Erik,

I think you are mistaken. I'm not the expert on mod_rewrite, but I believe it will not change anything *except* for the URL being addressed. The "parameters" are not part of the URL in that sense, and should not be affected (by parameters I mean the "query string", which is everything after a "?" sign). Neither will the method (GET/POST), HTTP headers etc.. unless you specifically do something that would cause them to change.


Erik Westland wrote:
Justin et al,

That is promising, but I can't alter any of the request parameters before the filter has a chance to record them.
I haven't tried this solution yet, but I believe URL rewriting will change the 
request params to reflect the new target. This could work if my filter was run 
before the URL rewriting, but I am using an output filter (e.g. 
PerlOutputFilterHandler). I might be able to split my handler into input and 
output handlers, but that approach will likely have consequences of it's own.

Any other thoughts?

Thanks for your time,
Erik




----- Original Message ----
From: Justin Pasher <[EMAIL PROTECTED]>
To: [email protected]
Sent: Tuesday, October 21, 2008 11:00:33 AM
Subject: Re: [EMAIL PROTECTED] Invoking single app for everything in a hierarchy

Erik Westland wrote:
Hello,

I would like to direct requests for everything (cgi, pl, html, etc) under the 
root directory to a single CGI. The catch is that I would like the parameters 
to remain unchanged; passed to the single handler.

For example, for the following:
- /index.html
- /foo/fake.cgi
- /goo/moo/not-real-either.pl
- /another/faker.gif

I would like to invoke a single application (e.g. helloworld.cgi), but want to 
retain the original request info (e.g. post/get, params, referrer,...).

I am trying to test (load/functionality) a custom filter and want to run 
production access logs via JMeter. The logs contain a number of applications 
that I don't have deployed, I just need something to respond to the request. 
The filter inspects the request params, but doesn't care about the content of 
the response. JMeter will want a 200 return code though.

Hope this is clear enough...

Cheers and thanks,
Erik

Unless I'm misunderstanding the task, a simple RewriteRule will accomplish this.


**WORK TO COMPLETE**. Each line of the records needs to be written out exactly, with any image left out.

**DATASET EXCERPTS**.
□ □ □ □ □ □ □
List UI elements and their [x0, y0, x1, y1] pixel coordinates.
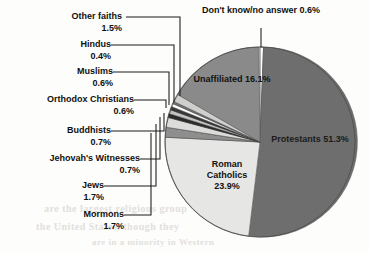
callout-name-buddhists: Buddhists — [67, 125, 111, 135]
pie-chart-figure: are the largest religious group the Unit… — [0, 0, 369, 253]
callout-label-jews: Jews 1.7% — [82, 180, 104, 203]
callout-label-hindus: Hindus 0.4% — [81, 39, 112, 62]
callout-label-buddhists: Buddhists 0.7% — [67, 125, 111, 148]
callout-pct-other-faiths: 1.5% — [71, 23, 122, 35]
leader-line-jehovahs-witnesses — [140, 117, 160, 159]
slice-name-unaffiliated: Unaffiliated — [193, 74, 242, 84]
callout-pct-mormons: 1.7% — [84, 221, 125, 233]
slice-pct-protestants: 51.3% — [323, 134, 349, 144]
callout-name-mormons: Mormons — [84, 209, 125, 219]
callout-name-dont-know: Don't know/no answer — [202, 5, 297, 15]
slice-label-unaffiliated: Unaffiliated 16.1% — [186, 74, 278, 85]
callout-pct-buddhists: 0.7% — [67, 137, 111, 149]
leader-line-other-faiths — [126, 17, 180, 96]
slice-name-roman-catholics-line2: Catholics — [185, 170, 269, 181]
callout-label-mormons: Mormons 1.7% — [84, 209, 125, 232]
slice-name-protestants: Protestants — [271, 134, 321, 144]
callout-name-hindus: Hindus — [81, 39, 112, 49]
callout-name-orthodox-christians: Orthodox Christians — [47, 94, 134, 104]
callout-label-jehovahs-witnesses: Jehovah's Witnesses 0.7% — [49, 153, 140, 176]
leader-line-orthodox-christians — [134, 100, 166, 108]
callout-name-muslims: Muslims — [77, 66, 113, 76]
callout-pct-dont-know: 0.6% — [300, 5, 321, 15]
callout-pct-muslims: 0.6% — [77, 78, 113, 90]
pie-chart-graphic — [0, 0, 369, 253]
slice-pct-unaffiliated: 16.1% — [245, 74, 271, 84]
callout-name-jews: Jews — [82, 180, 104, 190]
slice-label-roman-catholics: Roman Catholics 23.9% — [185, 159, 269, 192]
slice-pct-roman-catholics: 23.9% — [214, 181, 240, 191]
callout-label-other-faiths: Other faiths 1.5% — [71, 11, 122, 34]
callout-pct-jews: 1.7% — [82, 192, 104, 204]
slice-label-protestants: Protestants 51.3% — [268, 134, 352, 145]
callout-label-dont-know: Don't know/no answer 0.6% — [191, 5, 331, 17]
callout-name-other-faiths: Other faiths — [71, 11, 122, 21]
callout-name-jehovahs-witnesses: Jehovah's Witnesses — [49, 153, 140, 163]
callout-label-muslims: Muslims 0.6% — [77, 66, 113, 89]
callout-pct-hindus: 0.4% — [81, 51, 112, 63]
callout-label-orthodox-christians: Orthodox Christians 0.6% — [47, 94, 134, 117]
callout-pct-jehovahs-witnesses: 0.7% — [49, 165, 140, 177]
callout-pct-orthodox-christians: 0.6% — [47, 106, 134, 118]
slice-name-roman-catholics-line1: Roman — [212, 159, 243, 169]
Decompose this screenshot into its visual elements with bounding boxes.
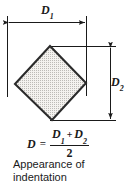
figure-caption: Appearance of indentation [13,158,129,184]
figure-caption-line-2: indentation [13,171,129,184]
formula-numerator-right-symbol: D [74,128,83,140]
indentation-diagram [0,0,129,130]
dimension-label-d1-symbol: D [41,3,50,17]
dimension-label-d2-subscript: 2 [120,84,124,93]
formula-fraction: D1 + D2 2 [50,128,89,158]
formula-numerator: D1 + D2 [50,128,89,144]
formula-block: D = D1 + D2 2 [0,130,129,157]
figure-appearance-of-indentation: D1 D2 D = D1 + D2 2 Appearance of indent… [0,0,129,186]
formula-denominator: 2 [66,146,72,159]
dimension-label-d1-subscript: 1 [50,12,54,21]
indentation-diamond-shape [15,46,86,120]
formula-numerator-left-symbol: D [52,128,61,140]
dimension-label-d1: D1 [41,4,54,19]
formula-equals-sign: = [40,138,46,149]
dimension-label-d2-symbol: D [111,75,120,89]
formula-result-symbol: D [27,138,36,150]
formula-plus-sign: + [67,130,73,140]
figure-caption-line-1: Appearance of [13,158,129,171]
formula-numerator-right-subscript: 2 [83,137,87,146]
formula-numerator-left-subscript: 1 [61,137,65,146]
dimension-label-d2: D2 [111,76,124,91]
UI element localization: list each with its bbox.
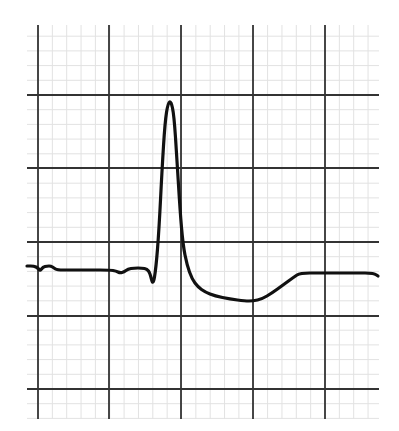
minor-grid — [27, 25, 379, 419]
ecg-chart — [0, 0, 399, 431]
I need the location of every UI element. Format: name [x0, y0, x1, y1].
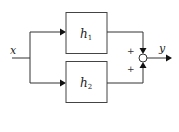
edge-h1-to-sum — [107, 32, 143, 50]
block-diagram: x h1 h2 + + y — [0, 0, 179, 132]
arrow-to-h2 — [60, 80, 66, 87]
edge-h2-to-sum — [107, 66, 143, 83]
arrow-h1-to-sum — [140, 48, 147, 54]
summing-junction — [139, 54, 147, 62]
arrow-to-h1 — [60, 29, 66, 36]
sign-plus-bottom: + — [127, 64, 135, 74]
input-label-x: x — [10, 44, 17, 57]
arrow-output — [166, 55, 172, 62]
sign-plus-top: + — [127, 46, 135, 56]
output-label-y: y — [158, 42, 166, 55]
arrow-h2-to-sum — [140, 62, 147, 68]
□ □ □ □ □ □ □
**TASK ANSWER**.
List UI elements and their [x0, y0, x1, y1] pixel coordinates.
callout-name-buddhists: Buddhists — [67, 125, 111, 135]
pie-chart-figure: are the largest religious group the Unit… — [0, 0, 369, 253]
callout-label-jews: Jews 1.7% — [82, 180, 104, 203]
callout-label-hindus: Hindus 0.4% — [81, 39, 112, 62]
callout-label-buddhists: Buddhists 0.7% — [67, 125, 111, 148]
callout-pct-other-faiths: 1.5% — [71, 23, 122, 35]
leader-line-jehovahs-witnesses — [140, 117, 160, 159]
slice-name-unaffiliated: Unaffiliated — [193, 74, 242, 84]
callout-pct-mormons: 1.7% — [84, 221, 125, 233]
slice-pct-protestants: 51.3% — [323, 134, 349, 144]
callout-name-mormons: Mormons — [84, 209, 125, 219]
callout-name-dont-know: Don't know/no answer — [202, 5, 297, 15]
slice-label-unaffiliated: Unaffiliated 16.1% — [186, 74, 278, 85]
callout-pct-buddhists: 0.7% — [67, 137, 111, 149]
leader-line-other-faiths — [126, 17, 180, 96]
slice-name-roman-catholics-line2: Catholics — [185, 170, 269, 181]
callout-label-mormons: Mormons 1.7% — [84, 209, 125, 232]
slice-name-protestants: Protestants — [271, 134, 321, 144]
callout-name-hindus: Hindus — [81, 39, 112, 49]
callout-name-orthodox-christians: Orthodox Christians — [47, 94, 134, 104]
callout-label-jehovahs-witnesses: Jehovah's Witnesses 0.7% — [49, 153, 140, 176]
leader-line-orthodox-christians — [134, 100, 166, 108]
callout-name-muslims: Muslims — [77, 66, 113, 76]
callout-pct-dont-know: 0.6% — [300, 5, 321, 15]
callout-pct-muslims: 0.6% — [77, 78, 113, 90]
pie-chart-graphic — [0, 0, 369, 253]
slice-pct-unaffiliated: 16.1% — [245, 74, 271, 84]
callout-name-jews: Jews — [82, 180, 104, 190]
slice-label-roman-catholics: Roman Catholics 23.9% — [185, 159, 269, 192]
slice-pct-roman-catholics: 23.9% — [214, 181, 240, 191]
callout-label-other-faiths: Other faiths 1.5% — [71, 11, 122, 34]
callout-pct-jews: 1.7% — [82, 192, 104, 204]
slice-label-protestants: Protestants 51.3% — [268, 134, 352, 145]
callout-label-dont-know: Don't know/no answer 0.6% — [191, 5, 331, 17]
callout-name-other-faiths: Other faiths — [71, 11, 122, 21]
callout-name-jehovahs-witnesses: Jehovah's Witnesses — [49, 153, 140, 163]
callout-label-muslims: Muslims 0.6% — [77, 66, 113, 89]
callout-pct-hindus: 0.4% — [81, 51, 112, 63]
callout-label-orthodox-christians: Orthodox Christians 0.6% — [47, 94, 134, 117]
callout-pct-jehovahs-witnesses: 0.7% — [49, 165, 140, 177]
callout-pct-orthodox-christians: 0.6% — [47, 106, 134, 118]
slice-name-roman-catholics-line1: Roman — [212, 159, 243, 169]
Decompose this screenshot into its visual elements with bounding boxes.
figure-caption: Appearance of indentation [13,158,129,184]
figure-caption-line-2: indentation [13,171,129,184]
formula-numerator-right-symbol: D [74,128,83,140]
indentation-diagram [0,0,129,130]
dimension-label-d1-symbol: D [41,3,50,17]
dimension-label-d2-subscript: 2 [120,84,124,93]
formula-fraction: D1 + D2 2 [50,128,89,158]
formula-numerator: D1 + D2 [50,128,89,144]
formula-block: D = D1 + D2 2 [0,130,129,157]
figure-appearance-of-indentation: D1 D2 D = D1 + D2 2 Appearance of indent… [0,0,129,186]
formula-denominator: 2 [66,146,72,159]
dimension-label-d1-subscript: 1 [50,12,54,21]
indentation-diamond-shape [15,46,86,120]
formula-numerator-left-symbol: D [52,128,61,140]
dimension-label-d1: D1 [41,4,54,19]
formula-equals-sign: = [40,138,46,149]
dimension-label-d2-symbol: D [111,75,120,89]
formula-result-symbol: D [27,138,36,150]
formula-plus-sign: + [67,130,73,140]
figure-caption-line-1: Appearance of [13,158,129,171]
formula-numerator-right-subscript: 2 [83,137,87,146]
formula-numerator-left-subscript: 1 [61,137,65,146]
dimension-label-d2: D2 [111,76,124,91]
UI element localization: list each with its bbox.
minor-grid — [27, 25, 379, 419]
ecg-chart — [0, 0, 399, 431]
I need the location of every UI element. Format: name [x0, y0, x1, y1].
edge-h1-to-sum — [107, 32, 143, 50]
block-diagram: x h1 h2 + + y — [0, 0, 179, 132]
arrow-to-h2 — [60, 80, 66, 87]
edge-h2-to-sum — [107, 66, 143, 83]
arrow-h1-to-sum — [140, 48, 147, 54]
summing-junction — [139, 54, 147, 62]
arrow-to-h1 — [60, 29, 66, 36]
sign-plus-bottom: + — [127, 64, 135, 74]
input-label-x: x — [10, 44, 17, 57]
arrow-output — [166, 55, 172, 62]
sign-plus-top: + — [127, 46, 135, 56]
output-label-y: y — [158, 42, 166, 55]
arrow-h2-to-sum — [140, 62, 147, 68]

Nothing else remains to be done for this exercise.